His muscles tensed, his breaths came faster, and his opaque eyes darted around the room aimlessly. "Please…?" she begged sweetly. "No more lies, no more running. Tell me, Starflight."

He retreated to the familiar statue position, but still, his eyes and ears landed in her direction. His breathing was tense, but still his heart throbbed. "D-do I have to?"

A talon met his cheek, and Starflight listened as Fatespeaker shifted to sit in front of him. "If you want it to get any better," she whispered, desperation and hope clear in her tone. Starflight feared the next word more than anything.
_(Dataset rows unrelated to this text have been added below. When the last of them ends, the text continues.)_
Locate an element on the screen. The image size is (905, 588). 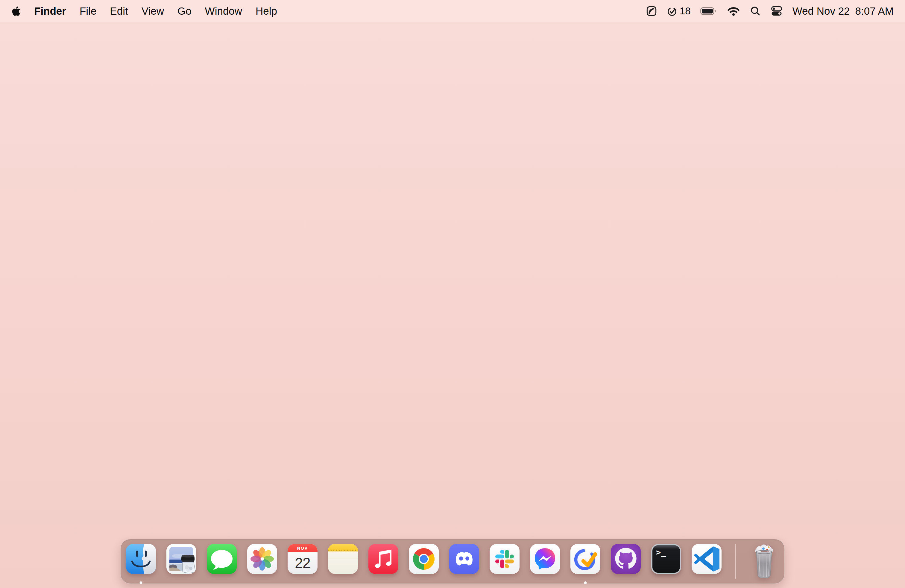
dock-item-discord is located at coordinates (464, 559).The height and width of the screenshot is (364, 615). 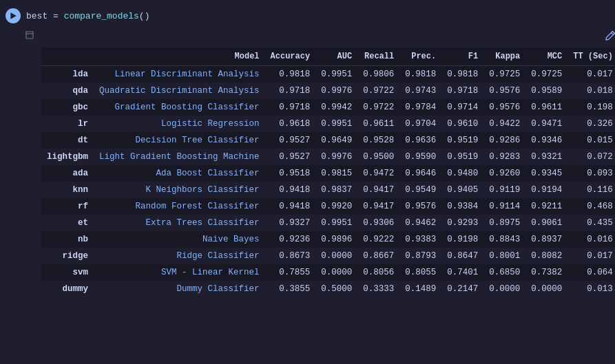 I want to click on cell-mcc: 0.9589, so click(x=547, y=91).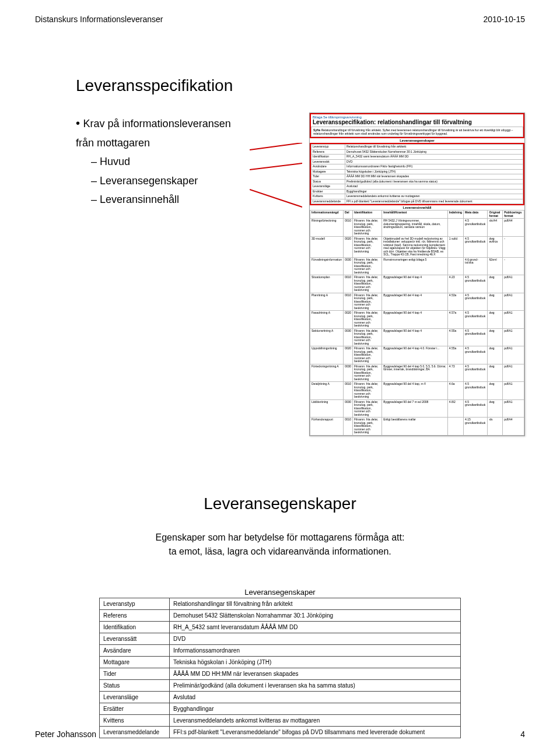 The image size is (560, 754). I want to click on spec-content-row: Detaljritning A0010Filnamn: fria delar, …, so click(418, 391).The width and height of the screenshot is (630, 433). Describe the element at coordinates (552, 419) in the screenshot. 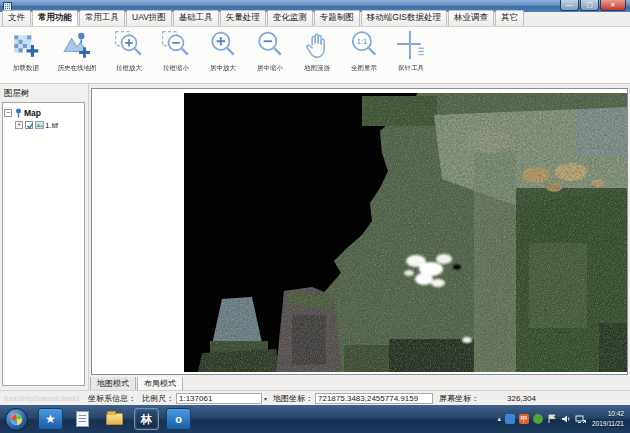

I see `flag-icon` at that location.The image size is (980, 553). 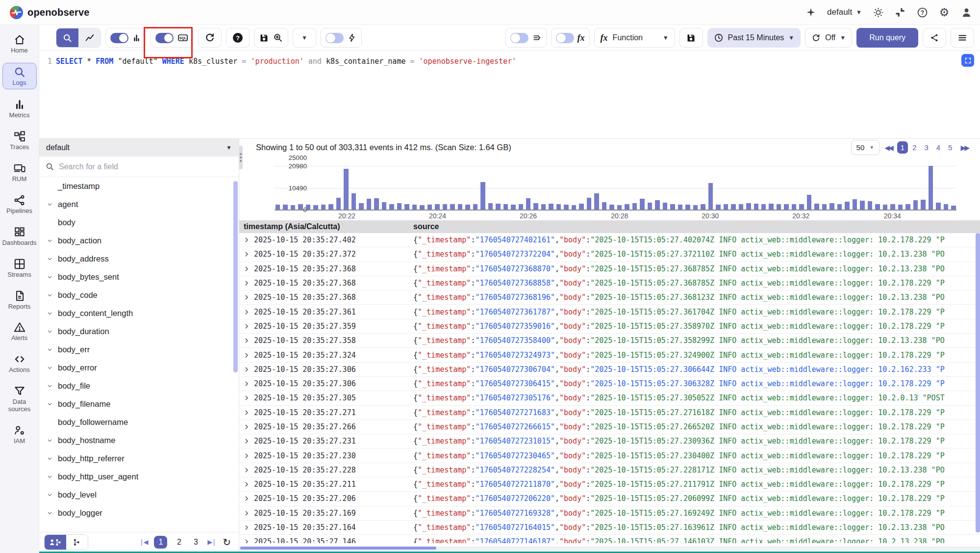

Even standing in front of the Skywing outpost, watching the Nightwings snuff out the lives within with the ease of trained assassins, holding close the very same dragoness who now sat in front of him, he was never so afraid. So, it was with great pain he heard the next word. "Yes. Starflight, if you want it to ever get better, then the answer is yes.

His eyes closed tight and his flanks hit the floor. He felt nauseous, but all the same he opened his mouth. "What… what do you love the most, Fatespeaker?" he asked. He felt her tail constrict around his. "For me it was always my tribe and my friends. They were my only pillars in the pit of crushing responsibility the Talons threw us into. The five of us to end a twenty-year war? It seemed insane. Hell, it was insane." He sighed. "Of course my love for the tribe was merely an illusion. I'd read the Nightwing sagas and all about our fake heroic feats, so I learned to love the night in absence of these heroes. The stars… the silence… the moons. I watched them through the small hole in our learning cave, almost every night, whenever I could. It made me feel connected to something beyond the stone walls around me. Then there was my friends. I do love them… but I always felt outside the main group of Tsunami, Glory, and Clay. They highlighted everything I wanted to be, and everything I felt that I wasn't great enough to become. So, I fell in love with the only other outlier, Sunny. Sweet and beautiful…," he hummed, then took a plunge. "Kind of like you." He smiled up to Fatespeaker.

A wing wrapped back around him and a purring muzzle began rubbing into his back. "I had everything I cared about systematically ripped away. My tribe turned out to be a group of half-starved maniacs, my father cruel and racist, my first love broke my heart, then… I had even the comforting moonlight burn away as my eyes were scalded with that damned volcano's heat." He lay his cheek against Fatespeaker's neck. "I guess the moons just serve as reminders for what could've been… for all that I lost."

"Oh, Starflight," Fatespeaker hummed affectionately. "I'm sorry." A talon felt his cheek softly, where a small track of tears tarnished his ebony scales. The claws hovered over his scarred eyes. "But please don't let what happened own you… it'll get better."

"Will it?" he croaked, unconvinced. "Fatespeaker… it's been like this for so long. How will it ever change?"

"Because, Starflight," she whispered back, voice hoarse with grief and ripe with hope, "this time I'll be there, every step of the way. Let me be your moon… and I promise you'll never lose sight of me."


Author's Notes: That last line made this whole thing worth writing for me. Anyway, this was another one of my character experiments. I'm just testing how these characters interact and what their particular grievances are for something else I'm writing. I tried mixing Fatespeaker's goofiness while keeping her semi-serious because the mood required it, and I think I met that goal with mild success. Many things could be improved here, though.

With Thanksgiving and everything, I don't have the time necessary to edit beyond a cursory read, so I do hope it's alright as it is. The only major issue beyond the second half's pacing is that I feel too much melodrama crept in.

This story was heavily inspired by I Watch the Moon by zeus_tfc on Fimfiction (it's a My Little Pony fanfiction). It's basically this but fifty times more beautiful and ten million times better done. Seriously, if you like MLP and ship TwiLuna, or simply like depression-based romances, it's a phenomenal read. I would feel dirty if I didn't give that writer at least partial credit for my inspiration. Also, I wrote this while listening to Time in a Bottle and Drops of Jupiter… the feels man… the feels.

Anyway, that's all for now. Goodbye!